Religion
Related: About this forumBible truth?
"But...but...it's the word of God!"
(The Progressive alternative: "But you're not supposed to take it literally! Well, not all of it!"
JoePhilly
(27,787 posts)Phillip McCleod
(1,837 posts)intaglio
(8,170 posts)and actually referred to several Hebraic sources.
And they used purty words
trotsky
(49,533 posts)In a revealed religion such as Christianity a god could, at any time, divinely guide a person or group of people to alter its message to the world. When the theology allows the god to do a "reboot" at any time (and particularly Christianity, which is build upon such a reboot), there is no mechanism by which one can truthfully say that another believer's beliefs are wrong.
Angry Dragon
(36,693 posts)Beliefs are always true
The problem comes in when they try to force others to believe as they do ........
Act_of_Reparation
(9,116 posts)..."everyone before us got it wrong, here's what God really said."
They all allege previous incarnations of the faith were corrupted at some point, or that they lacked divine inspiration. Protestants make this argument against Catholics, Mormons make this argument against other Protestants, and Muslims make this argument about the other two Abrahamic religions.
You're absolutely right. Bringing up the issue of translations to a person who holds the KJV to be the absolute word of God is pointless, as he no doubt believes Jimmy's translators were guided by divine inspiration, and that every prior and previous translation was corrupted somehow.
cbayer
(146,218 posts)Better update your scorecard.
rug
(82,333 posts)mr blur
(7,753 posts)rug
(82,333 posts)mr blur
(7,753 posts)or isn't some of it posted to provoke?
rug
(82,333 posts)hrmjustin
(71,265 posts)I never cared for that translation at all.
dimbear
(6,271 posts)as a literary influence. They knew how to write back then.
grantcart
(53,061 posts)The basic premise is that it cannot be 'true' because it can't be taken literally which ironically accepts the fairly recent fundamentalist view of scripture which has no scholarly support even at reputable conservative seminaries.
A much greater problem for the Church is not that we don't have a good idea what the original texts likely said, but
a) a deep schism between what scholarship has resolved and the clergy taught and what is rolled out to a rather uneducated laity
and
b) a few critical passages that because they undermine the revised theology of the young church, were significantly added or altered.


◆ **Work to be completed**: What you print should match the entries exactly, only without the pictures.

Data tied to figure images
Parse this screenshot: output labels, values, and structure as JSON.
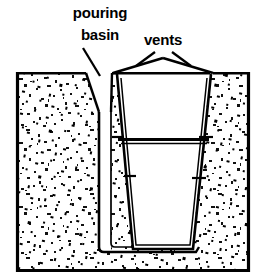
{
  "figure": {
    "type": "technical-cross-section",
    "background_color": "#ffffff",
    "line_color": "#000000",
    "sand_fill_color": "#ffffff",
    "speckle_color": "#000000"
  },
  "labels": {
    "pouring_basin": {
      "line1": "pouring",
      "line2": "basin",
      "x": 100,
      "y1": 18,
      "y2": 40
    },
    "vents": {
      "text": "vents",
      "x": 163,
      "y": 45
    }
  },
  "geometry": {
    "mold_box": {
      "left": 16,
      "top": 72,
      "right": 250,
      "bottom": 272
    },
    "pouring_basin_notch": {
      "left": 86,
      "apex_x": 99,
      "right": 112,
      "depth_y": 112
    },
    "sprue": {
      "left_x": 99,
      "right_x": 111,
      "bottom_y": 252
    },
    "cavity": {
      "top_left_x": 117,
      "top_right_x": 210,
      "bottom_left_x": 134,
      "bottom_right_x": 192,
      "top_y": 74,
      "bottom_y": 250
    },
    "parting_line_y": 140,
    "vent_left": {
      "base_x": 113,
      "apex_x": 144,
      "apex_y": 60
    },
    "vent_right": {
      "base_x": 213,
      "apex_x": 183,
      "apex_y": 60
    }
  },
  "annotations": {
    "tick_marks": 4,
    "leader_lines": 3
  }
}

◆ **Finished exercise**:
Parse this screenshot: output labels, values, and structure as JSON.
{
  "figure": {
    "type": "technical-cross-section",
    "background_color": "#ffffff",
    "line_color": "#000000",
    "sand_fill_color": "#ffffff",
    "speckle_color": "#000000"
  },
  "labels": {
    "pouring_basin": {
      "line1": "pouring",
      "line2": "basin",
      "x": 100,
      "y1": 18,
      "y2": 40
    },
    "vents": {
      "text": "vents",
      "x": 163,
      "y": 45
    }
  },
  "geometry": {
    "mold_box": {
      "left": 16,
      "top": 72,
      "right": 250,
      "bottom": 272
    },
    "pouring_basin_notch": {
      "left": 86,
      "apex_x": 99,
      "right": 112,
      "depth_y": 112
    },
    "sprue": {
      "left_x": 99,
      "right_x": 111,
      "bottom_y": 252
    },
    "cavity": {
      "top_left_x": 117,
      "top_right_x": 210,
      "bottom_left_x": 134,
      "bottom_right_x": 192,
      "top_y": 74,
      "bottom_y": 250
    },
    "parting_line_y": 140,
    "vent_left": {
      "base_x": 113,
      "apex_x": 144,
      "apex_y": 60
    },
    "vent_right": {
      "base_x": 213,
      "apex_x": 183,
      "apex_y": 60
    }
  },
  "annotations": {
    "tick_marks": 4,
    "leader_lines": 3
  }
}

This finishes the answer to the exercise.